What then happened was a bit of a chick-and-egg problem.  Unicode support was beginning to appear in applications and system software, but it was of the BMP-only sort.  As a result, nobody wanted their script to end up in the astral planes, as the new planes were often called; it wouldn’t be supported by current software. And since the astral planes had no actual content, there was little incentive for anybody to even start the process of implementing support.  

What was needed was a scapegoat or sacrificial lamb:  a script which was arguably a legitimate candidate for encoding but which could live indefinitely as a second-class citizen until software support caught up with it.  

As a result, I started to put together proposals for the encoding of various scripts which would reasonably end up in the Supplementary Multilingual Plane (SMP) of the standard.  There were six, as I recall, and were I sufficiently ambitious I’d look them up.  They included, if memory serves, Etruscan, Linear B, Gothic, Shavian and Pollard.  The sixth was the Deseret Alphabet.  With the exception of Pollard, these are all now encoded, all in the SMP, and work on Pollard is proceeding slowly.  

(In fairness, none of these are actually driving non-BMP Unicode support.  The characters making non-BMP support a sine qua non are from East Asian character sets such as HK SCS and JIS X 0213.  But that would be another blog.)

Actually, Deseret (as it is called in encoding circles) is not an inappropriate candidate for encoding after all.  There is a limited amount of printed material in the Deseret Alphabet, to be sure, but a fair amount of additional material of historical interest exists in manuscript.  More to the point, there are hobbyists who want to use it even now, despite its serious design flaws.  
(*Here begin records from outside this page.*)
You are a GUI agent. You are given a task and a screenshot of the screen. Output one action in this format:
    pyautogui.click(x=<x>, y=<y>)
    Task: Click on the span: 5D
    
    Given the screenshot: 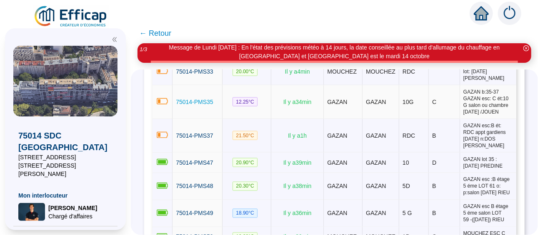 What is the action you would take?
    pyautogui.click(x=406, y=187)
    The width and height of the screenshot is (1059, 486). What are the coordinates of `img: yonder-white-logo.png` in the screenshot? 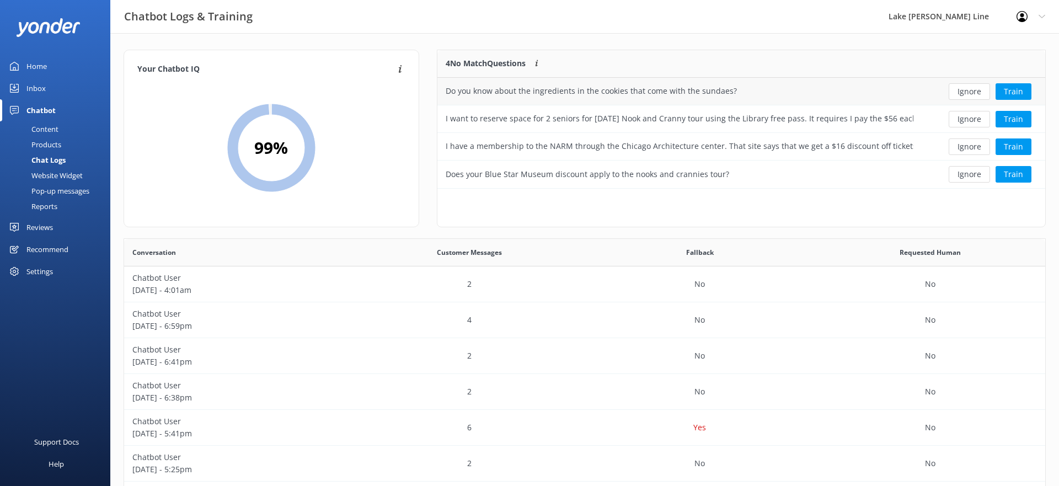 It's located at (48, 27).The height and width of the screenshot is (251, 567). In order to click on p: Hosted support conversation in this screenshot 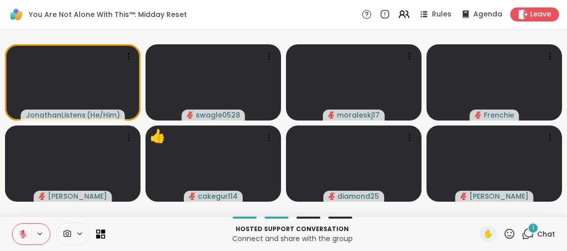, I will do `click(292, 229)`.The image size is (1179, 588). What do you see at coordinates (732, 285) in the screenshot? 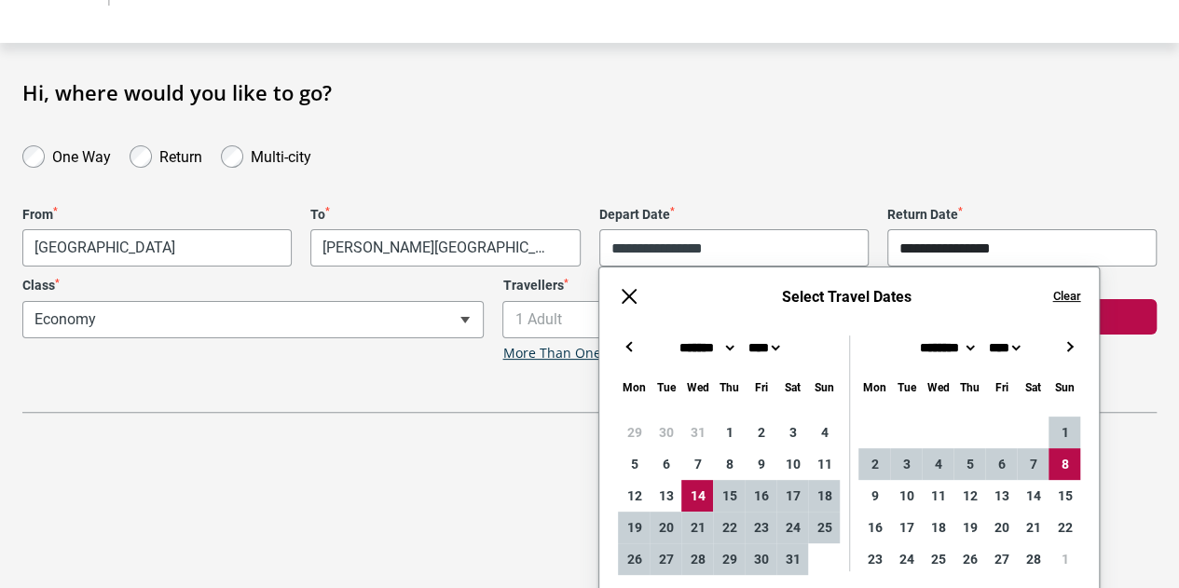
I see `label: Travellers` at bounding box center [732, 285].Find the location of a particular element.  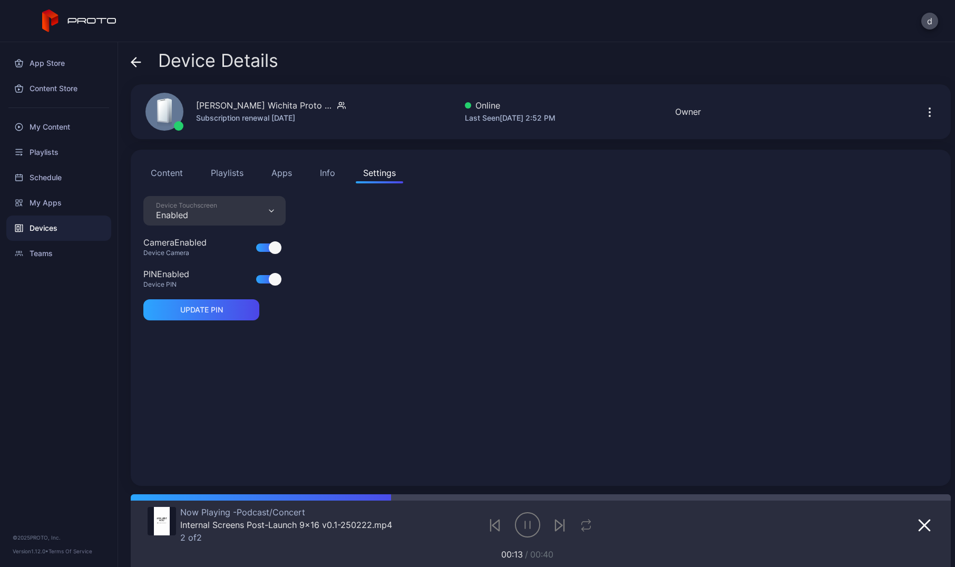

div: Schedule is located at coordinates (58, 178). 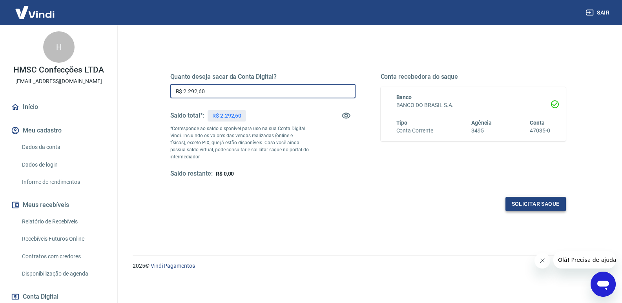 I want to click on h5: Saldo total*:, so click(x=187, y=116).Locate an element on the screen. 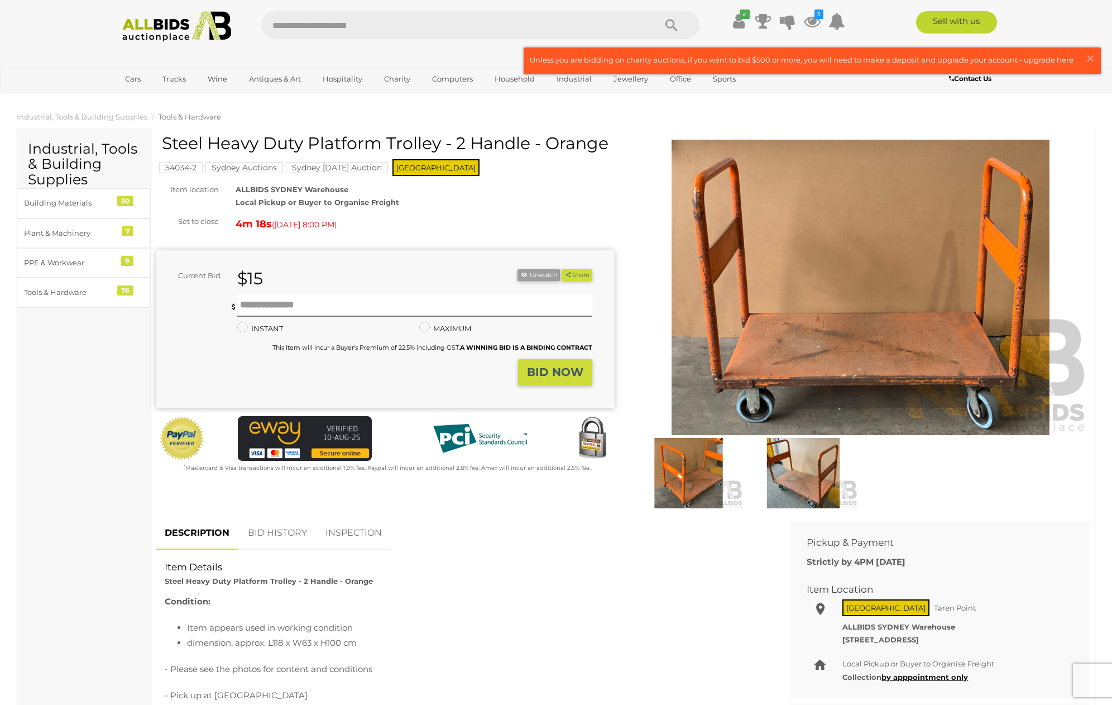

I am amongst these hobbyists, I’m sorry to say, and have foisted a fair chunk of Deseret material on the world, including this blog.  Now, you may have noticed that this blog isn’t actually in the Deseret Alphabet.  I may or may not add entries in the DA in the future, depending on software support and the amount of time I’m willing to waste on it.  This is more a spot for me to think aloud, as I say, about the technical problems involved in Deseret support and its significance both in LDS culture and in the broader world.